Signature Documentary Style
The documentary’s methodology will seem recognizable to devotees of The Civil War. Its distinctive style featured slow pans and zooms over historical images, generous use of period music featuring talent interpreting primary sources.
That was the moment Burns established his reputation; decades afterwards, presently the respected veteran of historical films, he can apparently summon virtually any performer. Collaborating with the filmmaker at a New York gathering, the Hamilton creator Lin-Manuel Miranda observed: “Nobody declines an invitation from Ken Burns.”
Remarkable Ensemble
The lengthy creation process proved beneficial concerning availability. Filming occurred in recording spaces, at historical sites through digital platforms, a tool embraced throughout the health crisis.
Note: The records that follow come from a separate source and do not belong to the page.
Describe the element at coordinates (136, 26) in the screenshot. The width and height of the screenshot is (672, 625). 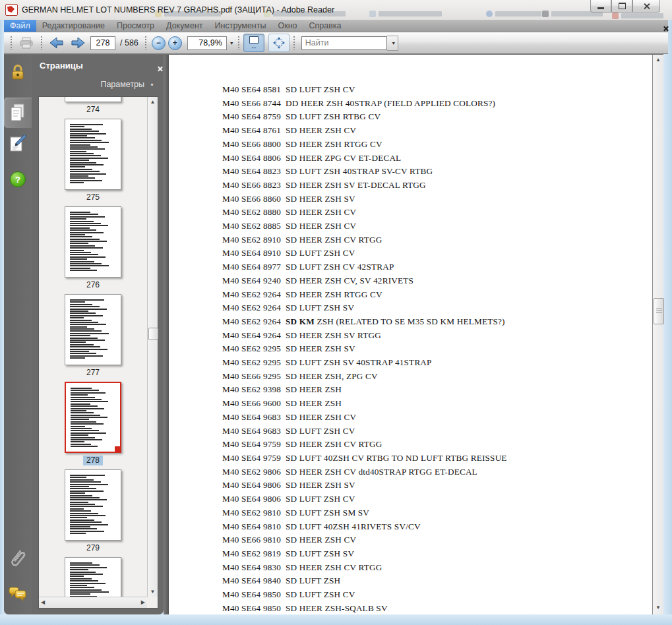
I see `menu-view: Просмотр` at that location.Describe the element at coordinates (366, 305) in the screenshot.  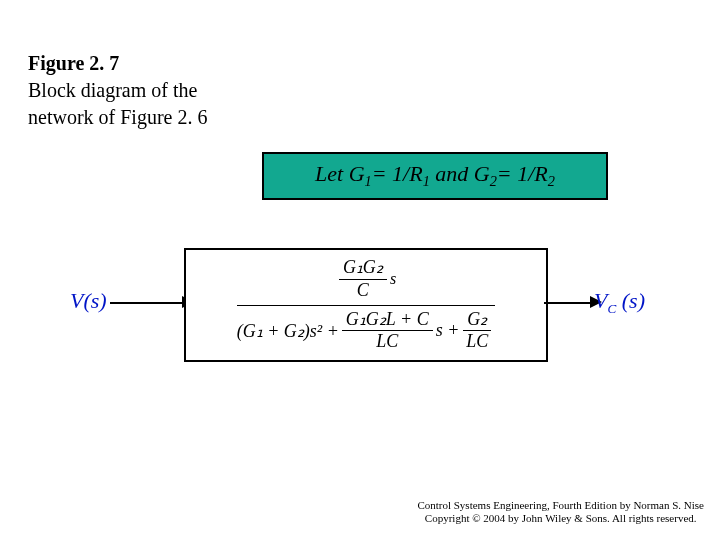
I see `transfer-function-block: G₁G₂ C s (G₁ + G₂)s² + G₁G₂L + C LC s + …` at that location.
Burns recounts collaborating with actor Josh Brolin, who scheduled a brief window while in Georgia to record his lines as the revolutionary leader then continuing to other professional obligations.
Brolin is joined by Kenneth Branagh, Hugh Dancy, Claire Danes, respected performing veterans, emerging and established stars, Tom Hanks, Ethan Hawke, Maya Hawke, Samuel L Jackson, Michael Keaton, Tracy Letts, Damian Lewis, Laura Linney, Tobias Menzies, skilled dramatic performers, small and big screen veterans, Dan Stevens, Meryl Streep.
The filmmaker continues: “Honestly, this could represent the finest ensemble ever assembled for any movie or television show. Their contributions are remarkable. They’re not picked because they’re celebrities. I got so angry when somebody said, about the prominent cast. I explained, ‘These are artists.’ They are among the world’s best performers and they vitalize these narratives.”
Multifaceted Story
Nevertheless, the lack of surviving participants, modern media forced Burns and his team to depend substantially on historical documents, combining personal accounts of multiple revolutionary participants. This allowed them to present viewers beyond the prominent leaders of that era plus numerous additional crucial to understanding, many of whom remain visually unknown.
Burns additionally pursued his individual interest for geography and cartography. “Maps fascinate me,” he notes, “and there are more maps in this film than in all the other films I’ve done combined.”
International Impact
Filmmakers captured footage at numerous significant sites in various American regions and British sites to capture the landscape’s character and collaborated substantially with re-enactors. These components unite to tell a story more bloody, multifaceted and world-changing versus conventional understanding.
The revolution, it contends, was no mere parochial quarrel concerning territory, taxes and political voice. Instead the film portrays a blood-soaked struggle that ultimately drew in more than two dozen nations and improbably came to embody what it calls “the noble aspirations of humankind”.
Internal Conflict Truth
Early dissatisfaction and objections aimed at the crown by American colonists across thirteen rebellious territories rapidly became a brutal civil conflict, setting brother against brother and turning communities into battlegrounds. In one segment, the historian Alan Taylor observes: “The primary misunderstanding about the American Revolution centers on assuming it constituted a unifying experience for colonists. This omits the fact that colonists battled fellow colonists.”
Nuanced Understanding
According to his perspective, the revolution is a story that “generally is overwhelmed by emotionalism and nostalgia and is incredibly superficial and insufficiently honors actual events, all contributors and the incredible violence of it.
The historian argues, a revolution that proclaimed the transformative concept of the unalienable rights of people; a vicious internal conflict, separating rebels and supporters; and a global war, continuing previous patterns of struggles among European powers for the “prize of North America”.